Monday, Jan. 03, 1938

Mr. Sage's Mistake

As the present first-class crisis facing U. S. railroads is due primarily to the fact that operating costs are rising while revenues are falling, so another crisis, less publicized but similar, faces U.S. telegraph companies. Last week Western Union, Postal Telegraph and Mackay Radio took the step already taken by hard-pressed railroads--they petitioned the Government for an immediate general 15% rate increase.

Only last June the telegraph companies sharply reduced their night rates. Since then they have tried such expedients as eliminating charges for punctuation. Last week in their petition they admitted what has long been suspected--that these reductions have failed to lure back the business already lost to airmail and telephone.

The present depression has also taken a mighty chunk out of telegraph volume without reducing taxes, wages and rentals which last year helped jump operating expenses $7,000,000 for Western Union alone.

This trend shows all too clearly in the returns of the two big telegraph systems. For the first ten months of 1936 Western Union had a gross of $80,000,000, a net of $5,700,000. For the first ten months of 1937, it grossed $84,000,000, netted $2,900,000, and most of this was made in the first three months when business was good. Postal's record is parallel. In the first ten months of 1936 its land lines grossed $19,000,000 and lost $1,200,000. This year they grossed $19,000,000 and lost $2,725,000.

The holding company which controls Postal and Mackay Radio & Telegraph has been in 77b reorganization since 1935, but Western Union has until very recently been considered one of the bluest blue chips on the stockmarket. In the first quarter this year it made $1,444,000, nearly half-million more than in the same period in 1936. Since then, however, things have gone to pot. For example, Western Union made $769,000 in July 1936, $72,000 in July 1937. Lately the situation has become so acute that, as the companies' petition to the Federal Communications Commission baldly asserts, it threatens to "impair their ability to render a rapid, efficient and nationwide wire and radio communication service."

The late Russell Sage in prescribing how to make a fortune once remarked that only once in a lifetime could a man hope to buy Western Union stock below $50 a share. Many men now living remember it selling at $12.50 in 1932. Early this year it was back to $83.50. Last week. Mr. Sage to the contrary, the same men had all the opportunity they wanted to buy at $26.

This file is automatically generated by a robot program, so reader's discretion is required.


-- Your instructions --
Your response to the data below should hold nothing except the lines from the one containing "At what (x,y)" down to the one containing "This screenshot has width=1138, height=499.", reproduced exactly and without pictures.

====== Data shown ======

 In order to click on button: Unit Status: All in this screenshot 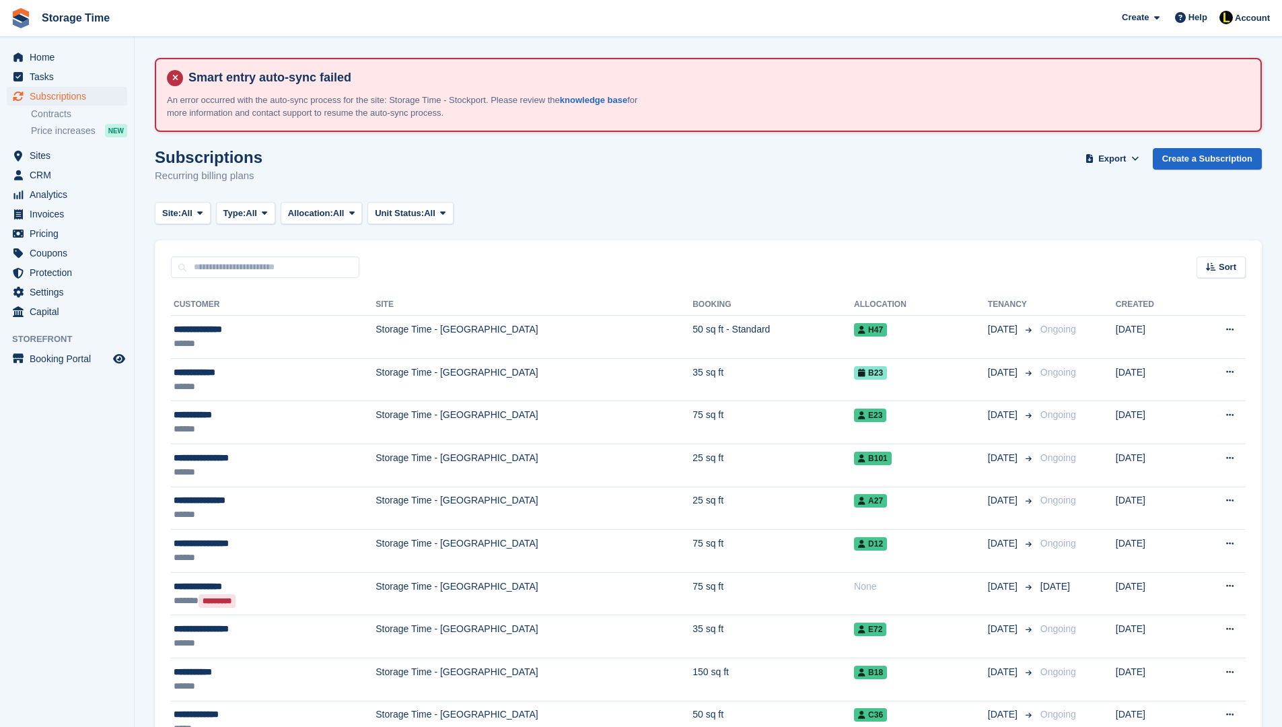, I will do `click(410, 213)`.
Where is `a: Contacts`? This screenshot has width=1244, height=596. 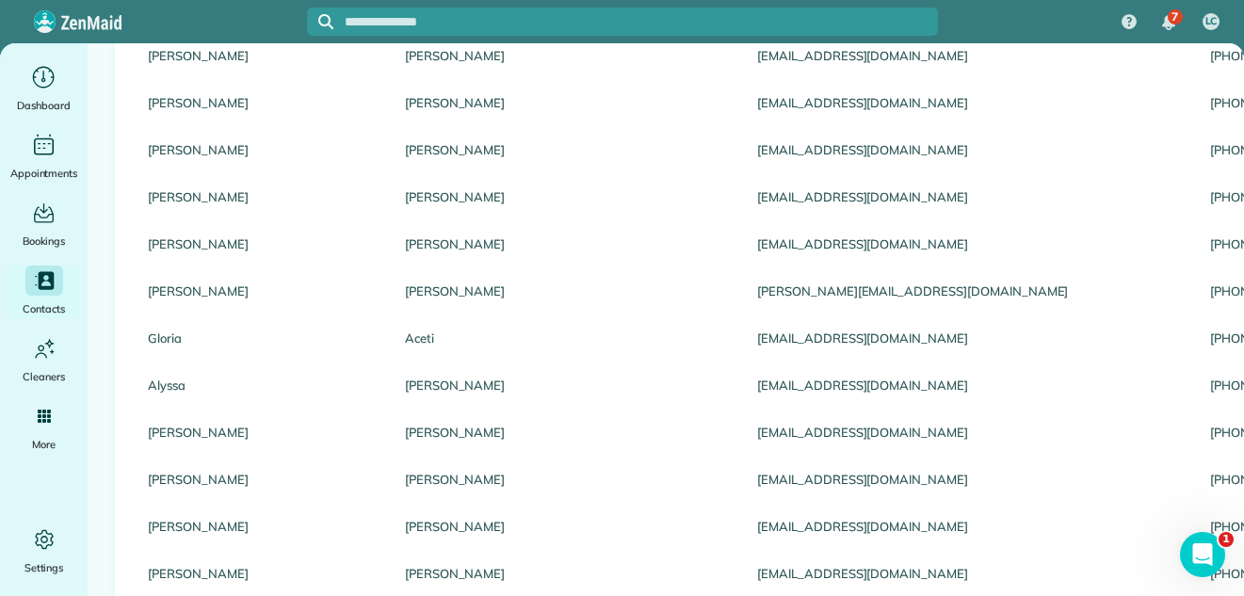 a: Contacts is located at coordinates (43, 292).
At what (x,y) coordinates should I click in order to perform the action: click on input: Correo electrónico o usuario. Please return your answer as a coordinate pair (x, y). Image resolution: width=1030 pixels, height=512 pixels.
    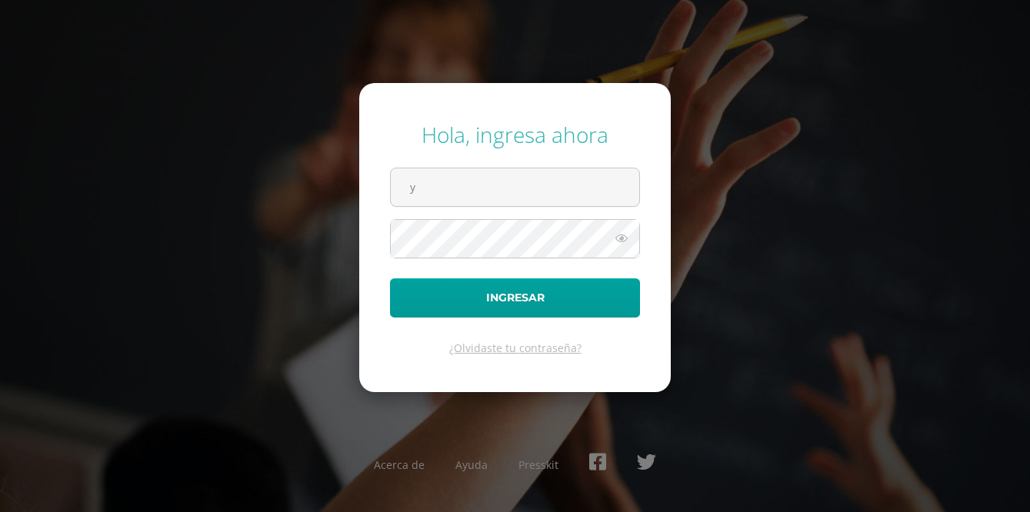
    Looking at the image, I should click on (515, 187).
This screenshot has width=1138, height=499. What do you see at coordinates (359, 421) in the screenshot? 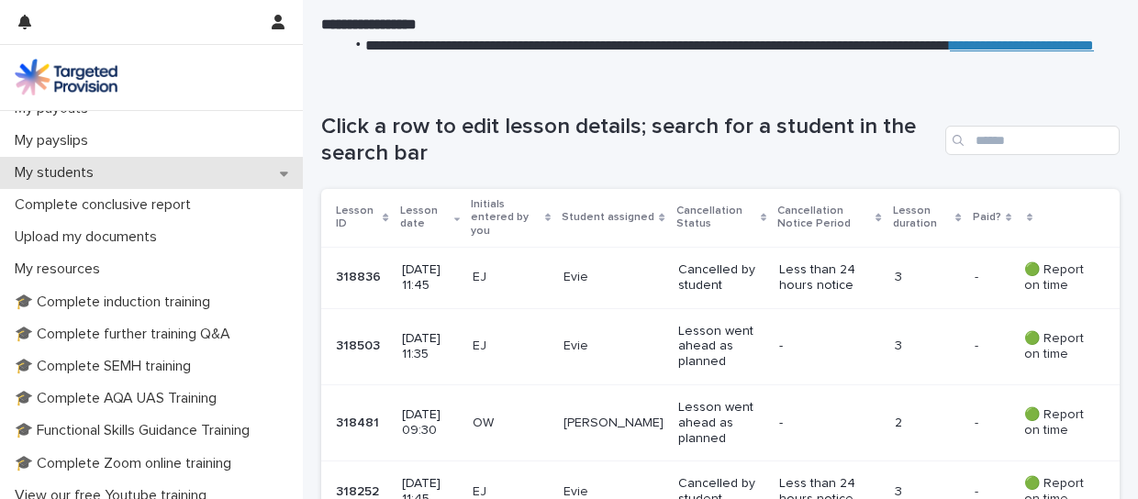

======
====== Data shown ======

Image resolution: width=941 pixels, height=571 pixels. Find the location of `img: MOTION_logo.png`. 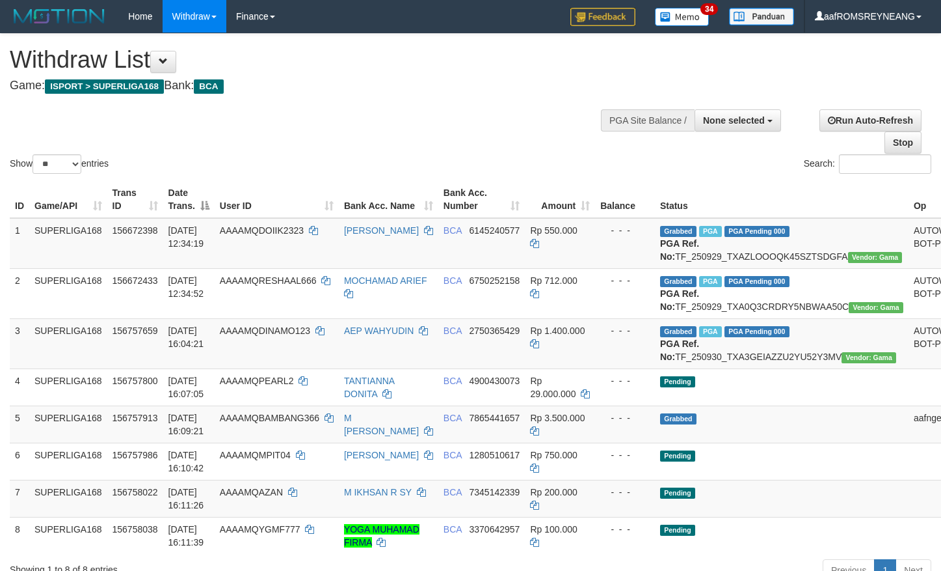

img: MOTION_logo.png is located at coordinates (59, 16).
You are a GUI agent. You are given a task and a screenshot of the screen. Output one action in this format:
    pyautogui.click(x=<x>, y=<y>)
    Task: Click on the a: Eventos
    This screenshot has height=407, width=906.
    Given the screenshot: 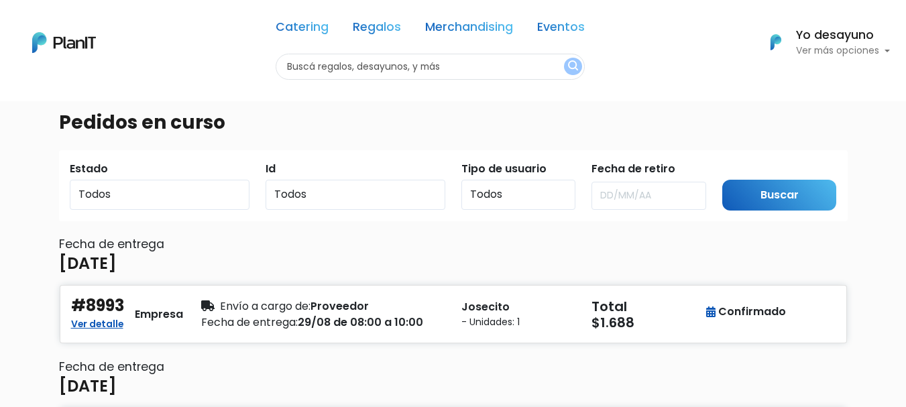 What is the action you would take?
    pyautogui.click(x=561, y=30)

======

-- Task answer --
At what (x,y) coordinates should I click in order to perform the action: click on input: Correo electrónico o usuario. Please return your answer as a coordinate pair (x, y). Image resolution: width=1030 pixels, height=512 pixels.
    Looking at the image, I should click on (515, 187).
This screenshot has width=1138, height=499. What do you see at coordinates (359, 421) in the screenshot? 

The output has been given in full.